Child Guidance
Child Guidance
Child guidance in the United States began with an idealistic mission characteristic of Progressive reform: prevention, first of juvenile delinquency and then of mental illness by identifying the first signs of problems in children. Over the years, the goal of prevention faded, and child guidance came to treat mild behavior and emotional problems in children. The child guidance movement began in 1922 as part of a program sponsored by a private foundation, the Commonwealth Fund's Program for the Prevention of Juvenile Delinquency. The movement established community facilities, called child guidance clinics, for treating so-called maladjusted children, school-aged children of normal intelligence exhibiting slight behavior or psychological problems.
The Program for the Prevention of Juvenile Delinquency introduced eight demonstration clinics in cities across the country, which sparked the creation of some forty-two clinics by 1933. Child guidance clinics employed clinical teams made up of newly established professionals: a psychiatrist, a psychologist, and a psychiatric social worker. Members of these clinical teams pooled their different perspectives to provide treatment sensitive to all aspects of the child's situation. Established as facilities to treat all maladjusted children in a community, the new clinics cooperated with existing social welfare, educational, and medical services to reach the widest range of children.
The child guidance movement of the early 1920s embodied the optimism and vigorous outreach of the mental hygiene movement–psychiatry's early-twentieth-century push into the community, to educate the public about mental illness, identify its early signs, and it was hoped, to prevent it. The very term guidance suggests something between education and nurture on the one hand, and medical models of treatment and cure, on the other. By the 1930s, however, child guidance was a clearly delineated medical endeavor, aimed at treating a population of children with mild behavioral and emotional problems within the confines of clinic offices. Gone was the practice of early intervention in children, the broad local outreach linking clinics to networks of child-helping services, and identifying problems in children appearing in a variety of locations throughout the community, especially immigrant and poor children.
Nevertheless, child guidance continued to direct itself toward the same at-risk population: treatment of the so-called problem child. Child guidance defined the problem child as a child of normal intelligence, exhibiting a range of behavior and psychological problems, which were lumped together in a category called maladjustment. Indications of such maladjustments ranged from thumb sucking, nail biting, enuresis, and night terrors, in younger children, to personality traits such as sensitiveness, seclusiveness, apathy, excessive imagination, and fanciful lying. Also included was a category of undesirable behavior in older children such as disobedience, teasing, bullying, temper tantrums, seeking bad companions, keeping late hours, and engaging in sexual activities.
The problem child in the early movement was a social problem; its definition signified nonconformity to socially defined norms of behavior. The clinics were invested with social importance, responsible for enforcing norms of behavior and preventing social deviance. By 1930, child guidance began to help individual children whose problems were seen as important only to themselves and their families. The focus of problems had changed from an aggressive, extroverted, misbehaving child, to the internal psychological and emotional states of children. Child psychiatrists, psychologists and psychiatric social workers, saw their work as medical; diagnosing psychological disorders in children. This shift brought about a marked change in the social characteristics of the problem child. The social agenda of child guidance in the 1920s reached poorer, immigrant children, on whom it imposed middle-class standards of conformity. By the 1930s, child guidance treated an increasingly middle-class, native born population: the children of anxious, educated parents. With this profound change in focus, child guidance clinics became centers of research and treatment for the continually shifting population of problem children in the community.
See also: Child Psychology; Child Saving; Juvenile Court .
bibliography
Horn, Margo. 1989. Before It's Too Late: The Child Guidance Movement in the United States 1922–1945. Philadelphia: Temple University Press.
Jones, Kathleen. 1999. Taming the Troublesome Child: American Families, Child Guidance, and the Limits of Psychiatric Authority. Cambridge, MA: Harvard University Press.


What you should do:
Please filter the entries for the word "year" and copy every line that has it.

Data entries for graphics:
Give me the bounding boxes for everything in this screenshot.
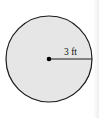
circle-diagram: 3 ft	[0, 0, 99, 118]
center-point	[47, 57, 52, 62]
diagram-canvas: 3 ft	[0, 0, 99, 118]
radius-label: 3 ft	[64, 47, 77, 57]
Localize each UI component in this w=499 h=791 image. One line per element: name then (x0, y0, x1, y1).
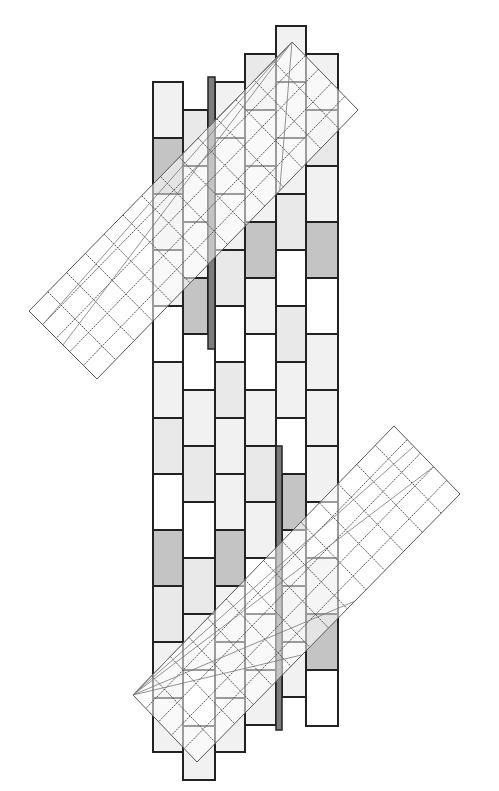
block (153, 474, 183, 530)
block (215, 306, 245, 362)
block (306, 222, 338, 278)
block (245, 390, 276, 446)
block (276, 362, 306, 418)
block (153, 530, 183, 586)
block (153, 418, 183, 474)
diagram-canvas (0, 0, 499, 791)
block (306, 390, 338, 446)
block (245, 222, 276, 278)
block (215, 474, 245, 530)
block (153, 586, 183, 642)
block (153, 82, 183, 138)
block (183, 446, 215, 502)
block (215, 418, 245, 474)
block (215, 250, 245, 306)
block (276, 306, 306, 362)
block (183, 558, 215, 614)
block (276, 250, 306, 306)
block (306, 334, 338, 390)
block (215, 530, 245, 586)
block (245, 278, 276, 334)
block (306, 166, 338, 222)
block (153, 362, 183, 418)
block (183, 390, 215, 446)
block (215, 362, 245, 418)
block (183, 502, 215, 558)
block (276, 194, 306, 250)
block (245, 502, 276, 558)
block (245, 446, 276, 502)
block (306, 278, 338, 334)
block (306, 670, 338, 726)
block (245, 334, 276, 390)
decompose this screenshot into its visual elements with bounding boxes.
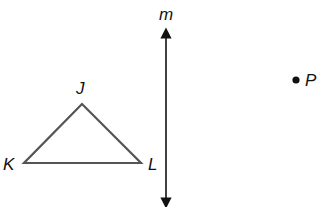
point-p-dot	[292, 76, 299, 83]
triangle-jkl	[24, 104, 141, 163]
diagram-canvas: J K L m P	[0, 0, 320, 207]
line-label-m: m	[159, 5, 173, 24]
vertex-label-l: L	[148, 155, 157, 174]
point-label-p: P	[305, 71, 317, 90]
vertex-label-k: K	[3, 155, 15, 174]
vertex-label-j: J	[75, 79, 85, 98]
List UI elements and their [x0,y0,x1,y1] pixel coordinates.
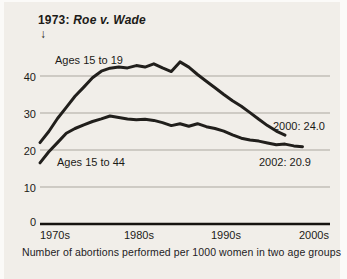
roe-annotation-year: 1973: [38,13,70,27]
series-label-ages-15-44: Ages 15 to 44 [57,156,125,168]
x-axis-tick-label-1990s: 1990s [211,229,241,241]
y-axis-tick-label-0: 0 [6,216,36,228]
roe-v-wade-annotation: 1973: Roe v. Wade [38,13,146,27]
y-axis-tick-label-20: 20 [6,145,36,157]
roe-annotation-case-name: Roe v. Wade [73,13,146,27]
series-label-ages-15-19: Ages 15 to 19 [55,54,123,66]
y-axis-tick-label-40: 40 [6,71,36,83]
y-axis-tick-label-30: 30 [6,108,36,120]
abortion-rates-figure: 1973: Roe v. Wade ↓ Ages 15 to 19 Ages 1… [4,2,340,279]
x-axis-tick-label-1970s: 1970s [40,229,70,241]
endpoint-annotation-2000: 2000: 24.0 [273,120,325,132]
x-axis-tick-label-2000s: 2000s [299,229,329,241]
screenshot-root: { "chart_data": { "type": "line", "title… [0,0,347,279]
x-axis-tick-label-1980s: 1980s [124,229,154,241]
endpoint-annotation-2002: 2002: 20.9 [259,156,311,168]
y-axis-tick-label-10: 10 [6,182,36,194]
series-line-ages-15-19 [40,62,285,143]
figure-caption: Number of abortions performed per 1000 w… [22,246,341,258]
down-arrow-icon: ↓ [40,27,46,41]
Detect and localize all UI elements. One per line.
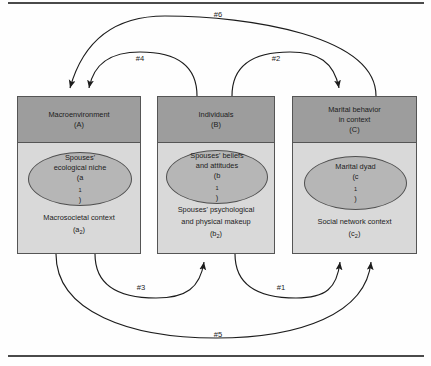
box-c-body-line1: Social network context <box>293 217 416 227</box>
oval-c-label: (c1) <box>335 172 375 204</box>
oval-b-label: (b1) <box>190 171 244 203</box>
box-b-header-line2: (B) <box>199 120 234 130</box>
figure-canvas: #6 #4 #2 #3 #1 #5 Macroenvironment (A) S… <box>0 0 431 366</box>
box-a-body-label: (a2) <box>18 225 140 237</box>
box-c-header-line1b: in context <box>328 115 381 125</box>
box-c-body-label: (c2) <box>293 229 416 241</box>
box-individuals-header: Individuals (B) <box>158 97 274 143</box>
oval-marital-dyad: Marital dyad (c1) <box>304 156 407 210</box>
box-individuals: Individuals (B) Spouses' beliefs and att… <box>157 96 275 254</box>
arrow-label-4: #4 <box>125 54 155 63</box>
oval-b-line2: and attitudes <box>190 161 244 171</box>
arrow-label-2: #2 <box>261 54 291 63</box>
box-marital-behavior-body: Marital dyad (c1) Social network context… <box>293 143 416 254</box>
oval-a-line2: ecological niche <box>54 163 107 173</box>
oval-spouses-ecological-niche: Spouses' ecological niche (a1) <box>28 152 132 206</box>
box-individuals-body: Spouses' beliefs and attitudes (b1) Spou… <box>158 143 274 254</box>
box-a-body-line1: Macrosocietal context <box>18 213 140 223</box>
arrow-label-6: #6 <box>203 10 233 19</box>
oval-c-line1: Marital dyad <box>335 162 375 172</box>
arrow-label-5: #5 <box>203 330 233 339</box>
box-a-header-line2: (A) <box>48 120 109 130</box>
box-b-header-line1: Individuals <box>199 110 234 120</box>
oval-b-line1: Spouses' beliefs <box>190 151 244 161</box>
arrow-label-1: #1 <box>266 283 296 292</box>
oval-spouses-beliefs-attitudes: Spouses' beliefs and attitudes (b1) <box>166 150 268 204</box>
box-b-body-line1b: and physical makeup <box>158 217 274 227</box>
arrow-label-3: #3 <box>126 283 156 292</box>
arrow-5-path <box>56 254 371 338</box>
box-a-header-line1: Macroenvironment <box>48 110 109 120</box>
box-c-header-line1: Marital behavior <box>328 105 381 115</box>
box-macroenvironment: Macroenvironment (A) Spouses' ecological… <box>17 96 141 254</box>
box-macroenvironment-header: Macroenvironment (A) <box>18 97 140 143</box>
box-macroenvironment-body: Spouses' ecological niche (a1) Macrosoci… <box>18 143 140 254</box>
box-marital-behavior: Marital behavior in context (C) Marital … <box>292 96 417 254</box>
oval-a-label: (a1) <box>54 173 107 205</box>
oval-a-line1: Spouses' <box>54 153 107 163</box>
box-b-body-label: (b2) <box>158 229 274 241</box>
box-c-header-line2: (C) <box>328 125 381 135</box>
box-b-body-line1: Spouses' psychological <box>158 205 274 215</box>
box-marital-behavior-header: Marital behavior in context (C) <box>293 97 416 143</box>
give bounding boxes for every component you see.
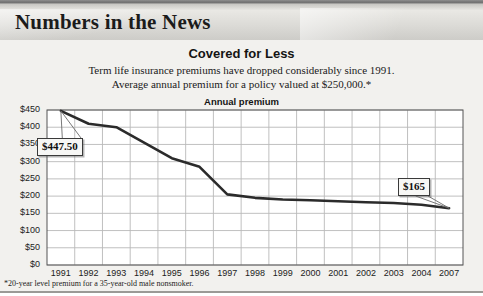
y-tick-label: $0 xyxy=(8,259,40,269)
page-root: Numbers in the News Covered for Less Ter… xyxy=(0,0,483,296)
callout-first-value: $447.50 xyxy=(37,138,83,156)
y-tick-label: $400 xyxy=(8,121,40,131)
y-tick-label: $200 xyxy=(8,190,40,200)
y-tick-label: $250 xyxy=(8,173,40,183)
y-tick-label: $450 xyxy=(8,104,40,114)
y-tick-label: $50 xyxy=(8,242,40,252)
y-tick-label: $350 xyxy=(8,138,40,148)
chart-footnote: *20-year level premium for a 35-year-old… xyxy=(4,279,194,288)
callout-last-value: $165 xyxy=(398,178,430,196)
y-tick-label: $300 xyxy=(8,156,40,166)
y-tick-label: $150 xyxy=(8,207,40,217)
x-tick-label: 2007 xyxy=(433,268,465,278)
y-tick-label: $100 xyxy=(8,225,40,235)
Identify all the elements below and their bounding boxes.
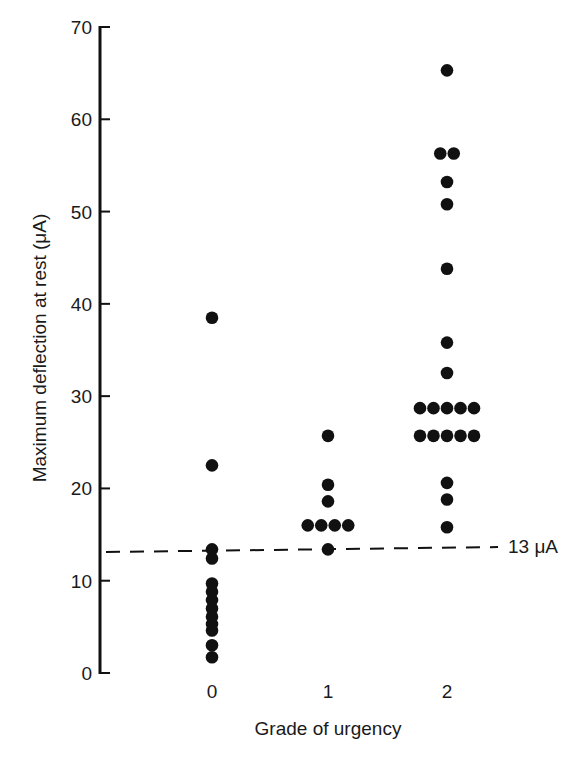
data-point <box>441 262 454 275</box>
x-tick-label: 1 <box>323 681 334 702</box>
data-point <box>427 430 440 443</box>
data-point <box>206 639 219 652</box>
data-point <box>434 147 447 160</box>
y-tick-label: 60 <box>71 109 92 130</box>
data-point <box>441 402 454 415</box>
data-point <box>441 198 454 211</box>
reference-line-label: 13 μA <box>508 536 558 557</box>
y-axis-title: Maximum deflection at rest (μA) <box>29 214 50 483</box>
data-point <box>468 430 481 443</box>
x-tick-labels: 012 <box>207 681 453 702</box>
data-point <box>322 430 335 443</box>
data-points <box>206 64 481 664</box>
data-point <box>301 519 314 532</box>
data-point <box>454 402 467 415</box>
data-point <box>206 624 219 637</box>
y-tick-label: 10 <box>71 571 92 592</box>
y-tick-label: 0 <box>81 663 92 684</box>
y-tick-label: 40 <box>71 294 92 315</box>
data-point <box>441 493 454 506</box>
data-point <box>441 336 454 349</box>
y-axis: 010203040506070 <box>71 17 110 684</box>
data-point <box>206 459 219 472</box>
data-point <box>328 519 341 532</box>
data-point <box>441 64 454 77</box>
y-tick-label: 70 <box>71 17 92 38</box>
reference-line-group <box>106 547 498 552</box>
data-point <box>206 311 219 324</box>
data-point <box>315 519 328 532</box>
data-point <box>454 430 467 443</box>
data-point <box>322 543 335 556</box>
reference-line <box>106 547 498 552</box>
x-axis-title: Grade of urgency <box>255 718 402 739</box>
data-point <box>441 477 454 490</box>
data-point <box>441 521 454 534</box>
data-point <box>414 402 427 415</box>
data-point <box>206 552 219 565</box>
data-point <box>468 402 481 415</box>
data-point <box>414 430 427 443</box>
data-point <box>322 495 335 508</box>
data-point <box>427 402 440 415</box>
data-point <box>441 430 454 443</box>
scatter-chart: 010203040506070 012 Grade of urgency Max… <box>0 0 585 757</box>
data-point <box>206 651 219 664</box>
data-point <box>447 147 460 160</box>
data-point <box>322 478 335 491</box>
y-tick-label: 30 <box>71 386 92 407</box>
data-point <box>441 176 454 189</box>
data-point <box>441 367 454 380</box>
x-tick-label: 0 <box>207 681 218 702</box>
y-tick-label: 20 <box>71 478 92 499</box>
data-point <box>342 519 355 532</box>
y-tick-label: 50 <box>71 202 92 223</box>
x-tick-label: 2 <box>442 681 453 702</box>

Exercise output:
roe-annotation-year: 1973: [38,13,70,27]
chart-footnote: *20-year level premium for a 35-year-old… xyxy=(4,279,194,288)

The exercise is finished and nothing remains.